I had the opportunity to attend a couple of days of OSCON this year. Basically this was full of Open Source Developers learning about the latest and greatest of Open Source projects. As my wife said. I got to "get my geek on" during the two days I spent at OSCON.
The first day I spent the day in a Kubernetes (K8s) and Docker hands on training from the guys at Mesos and Google. The room was packed and they actually increased the size of the room about an hour and a half into the training to allow more people to come in.
There where four sessions in the training: Container overview, Docker overview and setup, K8s overview, K8s hands on.
Training Environment - Google Cloud
To decease the amount of set up the tutorial started with a running cloud that would be easy to install and deploy Docker and Kubernetes. The obvious choice was Google Cloud. So that is what we did. Everyone downloaded the Google cloud command line tools to their laptop. I was at a disadvantage because I had a windows laptop and most of these guys had Linux or MacOS boxes. But with a couple of tweaks I got everything working fine. The setup of the tutorial was easy to get going because they had a git hub repo that we just had to clone to our boxes. Everything was in there including the slides for the lecture. Very simple and made the start of the training fast.
Container Session
This was a great overview on how containers work, why docker came about, and why using docker makes life so much easier. Containers use old technology that have been in Unix OSs for about 20 years. They are based primarily on chroot, namespaces and cgroups. There were a couple of BKMs and warnings from the trainers:
- Containers are not as secure as VMs or bare-metal.
- Having multiple tenants on the same VM with multiple containers is not advised. It can be done, but not advised.
- Use Docker images to spin up Containers faster.
- There are public repositories with images that groups can share.
- Create your own private repositories for secure images.

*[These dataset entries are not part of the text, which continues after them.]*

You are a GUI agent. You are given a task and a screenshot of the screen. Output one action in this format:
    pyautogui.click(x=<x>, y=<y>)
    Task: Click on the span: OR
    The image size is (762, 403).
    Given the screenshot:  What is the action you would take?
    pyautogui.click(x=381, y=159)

- Do not use Docker images from the public domain unless you know they are secure. Because Docker images can access the root on your os. You have to be careful what you are down loading.
Docker Session
Because they had a git repo with all of the scripts and command line setup for us. The tutorial was easy and it worked right out of the box. I created a docker container that had a little nodejs web app and made sure that I could access it remotely. I used the command line to accomplish all of the google cloud commands. There were a couple of problems with copying files from my laptop to the instance because of the windows laptop and ssh keys, but I worked around that by downloading the files from the github repository. Here are the steps we took in the tutorial:
- Create a VM Instance to running my docker container on.
- Create a Docker image
- Inspect a running Docker container
- Find Docker images
- Launch pre-defined Docker image
I used the command line for most of the work and it was very easy to set up a VM and get my own docker container working on it.

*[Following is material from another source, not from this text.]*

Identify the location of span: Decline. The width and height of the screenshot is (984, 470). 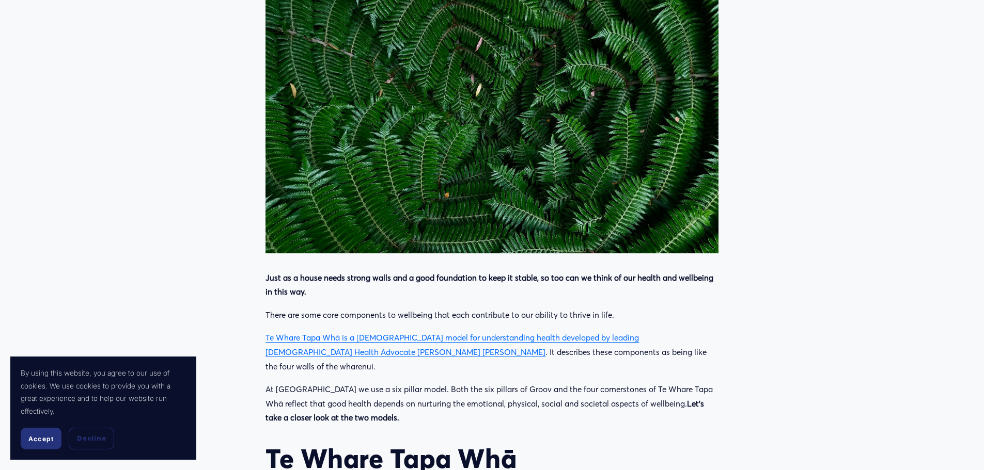
(91, 439).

There where a couple of gotcha's I took note:
- Much of the docker work needed to be done on the VM and could not be done remote on my Laptop.

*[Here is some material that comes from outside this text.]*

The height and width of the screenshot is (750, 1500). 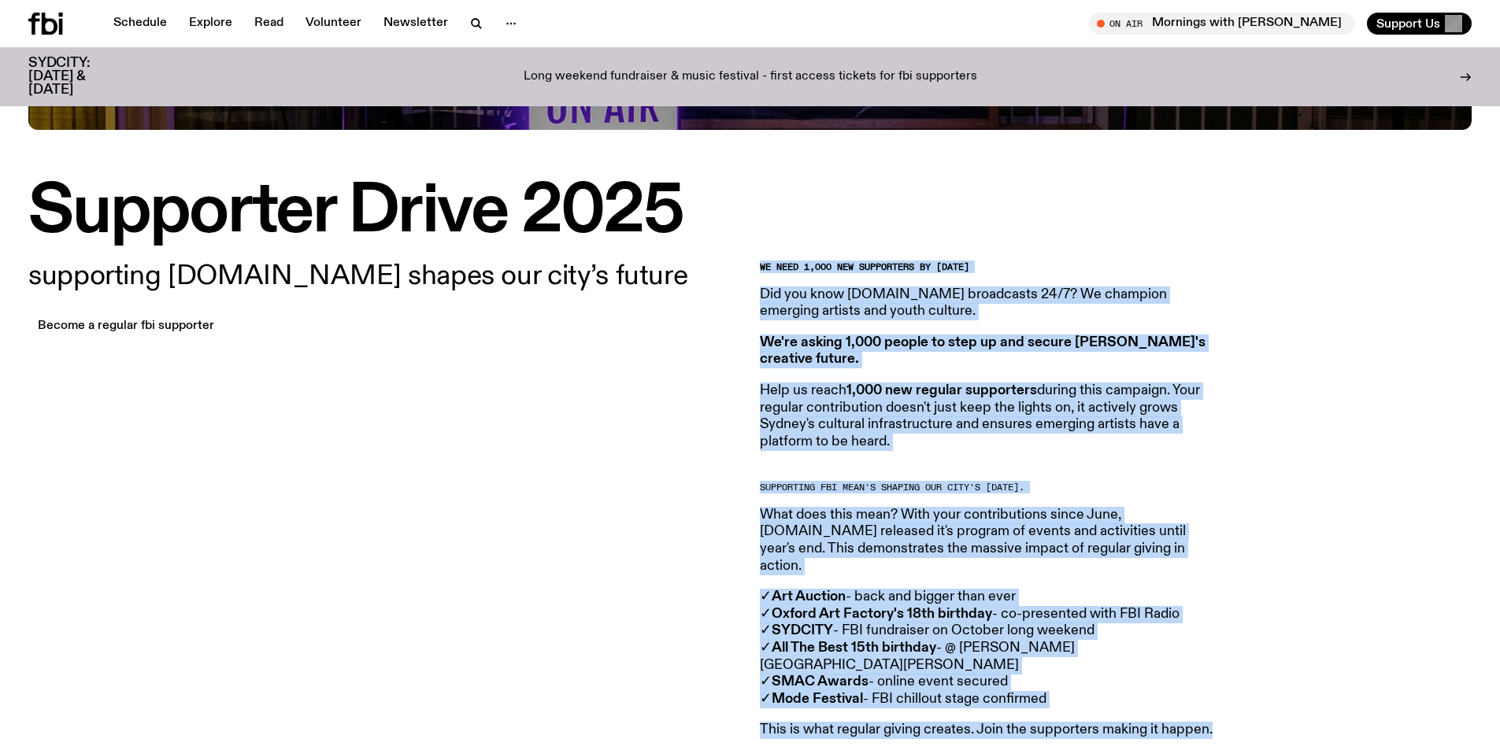 What do you see at coordinates (987, 417) in the screenshot?
I see `p: Help us reach during this campaign. Your regular contribution doesn't just keep the lights on, it...` at bounding box center [987, 417].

- Windows is not a "first class" citizen with Docker Containers You really need to be running command line tools on Linux.
- You need to install the google cloud command line tools on the VM as well as your laptop.
- Store your Docker images in your own repository or make sure you have a global unique name in the google repo. We stepped on each other several times.
- Make sure you expose the ports on the VM that you want to access any web app from the Docker Container Instance.
Running through the tutorial gave me a better understanding of terminology that is thrown around and confusing at times. The following is the list of terms that we covered and finally made some sense:
- Image - This is a description of the container to run. Similar to a VM image. Images are built and stored in a registry.
- Container - This is an instance of a image running on a VM in its own namespace and cgroup.
- VM Instance - This is a virtual machine running in a cloud, in this example it is a Compute Engine.
- Docker Daemon - This manages the containers on a specific VM or Bare metal machine. The docker command communicates with the Docker Daemon.
Overall the tutorial took about 30 minutes. I would say about 90% of the people made it through the tutorial without any problems. I got some terminology cleared up and found how easy it was to get containers up and running in Google Compute Engine. The one thing that was very clear was that docker managed containers on one machine and not multiple machines.